Timeless Ideas | September 26, 2020
Here’s your weekly dose of timeless ideas to sharpen your mind, make smarter decisions, and live better.
Quotes
I.
If we believe in nothing, if nothing has any meaning and if we can affirm no values whatsoever, then everything is possible and nothing has any importance.
― Albert Camus
II.
Can anything be stupider than that a man has the right to kill me because he lives on the other side of a river and his ruler has a quarrel with mine, though I have not quarreled with him?
― Blaise Pascal
III.
It is a disaster that wisdom forbids you to be satisfied with yourself and always sends you away dissatisfied and fearful, whereas stubbornness and foolhardiness fill their hosts with joy and assurance.
― Michel Montaigne
Ideas
I.
Fear is the oldest and strongest emotion known to man, something deeply inscribed in our nervous system and subconscious. Over time, however, something strange began to happen. The actual terrors that we faced began to lessen in intensity as we gained increasing control over our environment. But instead of our fears lessening a well, they began to multiply in number. We started to worry about our status in society—whether people liked us, or how we fit into the group. We became anxious for our livelihoods, the future of our families and children, our personal health, and the aging process. Instead of a simple, intense fear of something powerful and real, we developed a kind of generalized anxiety.
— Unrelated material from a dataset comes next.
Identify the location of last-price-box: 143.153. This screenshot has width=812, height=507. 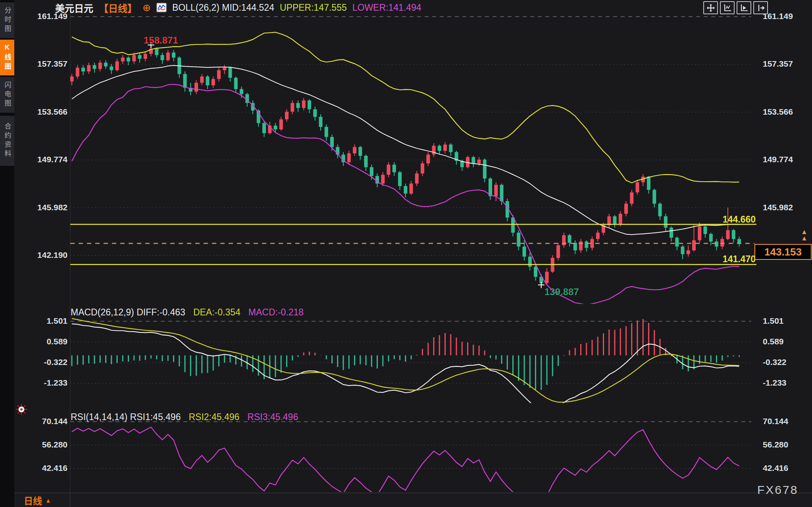
(783, 252).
Robert Greene in The 50th Law
II.
To one of his daughters who was away from home, at school, Ralph Waldo Emerson writes:—
Finish every day and be done with it. For manners and for wise living it is a vice to remember. You have done what you could; some blunders and absurdities no doubt crept in; forget them as soon as you can. Tomorrow is a new day; you shall begin it well and serenely, and with too high a spirit to be cumbered with your old nonsense. This day for all that is good and fair. It is too dear, with its hopes and invitations, to waste a moment on the rotten yesterdays.
James Elliot Cabot in A Memoir of Ralph Waldo Emerson
III.
The mind unconsciously loves problems because they give you an identity of sorts. This is normal, and it is insane. “Problem” means that you are dwelling on a situation mentally without there being a true intention or possibility of taking action now and that you are unconsciously making it part of your sense of self. You become so overwhelmed by your life situation that you lose your sense of life, of Being. Or you are carrying in your mind the insane burden of a hundred things that you will or may have to do in the future instead of focusing your attention on the one thing that you can do now.
Eckhart Tolle in The Power of Now
Articles Worth Reading
I.
Eli Alshanetsky | Aeon
In order to speak, it is necessary to know one’s thought. But how can we know this thought as a reality made explicit and fixed in concepts except precisely by speaking it? The gulf between our solitary thoughts and the words that would convey them to others constantly confronts us all. The thoughts we struggle to articulate might be as momentous as a transformative moral epiphany or as ordinary as an insight into a movie or the hurtful behaviour of a friend. In many cases, we articulate these thoughts in order to get clear on what they are; we wouldn’t bother making the effort if they were clear to us already.
II.
Maria Popova | BrainPickings
The baloney detection kit is brought out as a matter of course whenever new ideas are offered for consideration. If the new idea survives examination by the tools in our kit, we grant it warm, although tentative, acceptance. If you’re so inclined, if you don’t want to buy baloney even when it’s reassuring to do so, there are precautions that can be taken; there’s a tried-and-true, consumer-tested method. Like all tools, the baloney detection kit can be misused, applied out of context, or even employed as a rote alternative to thinking. But applied judiciously, it can make all the difference in the world — not least in evaluating our own arguments before we present them to others.
III.
Reality is constructed by your brain
Brian Resnick | Vox
We have this naive realism that the way we see the world is the way that it really is. Naive realism is the feeling that our perception of the world reflects the truth. But illusions remind us it does not. This is why illusions aren’t just science — they’re provocative art. They force us to reinterpret our senses, and our sense of being in the world. They tell us about the true nature of how our brains work: The same neurological machinery that leads us to discover the truth can lead us to perceive illusions, and our brains don’t always tell us the difference.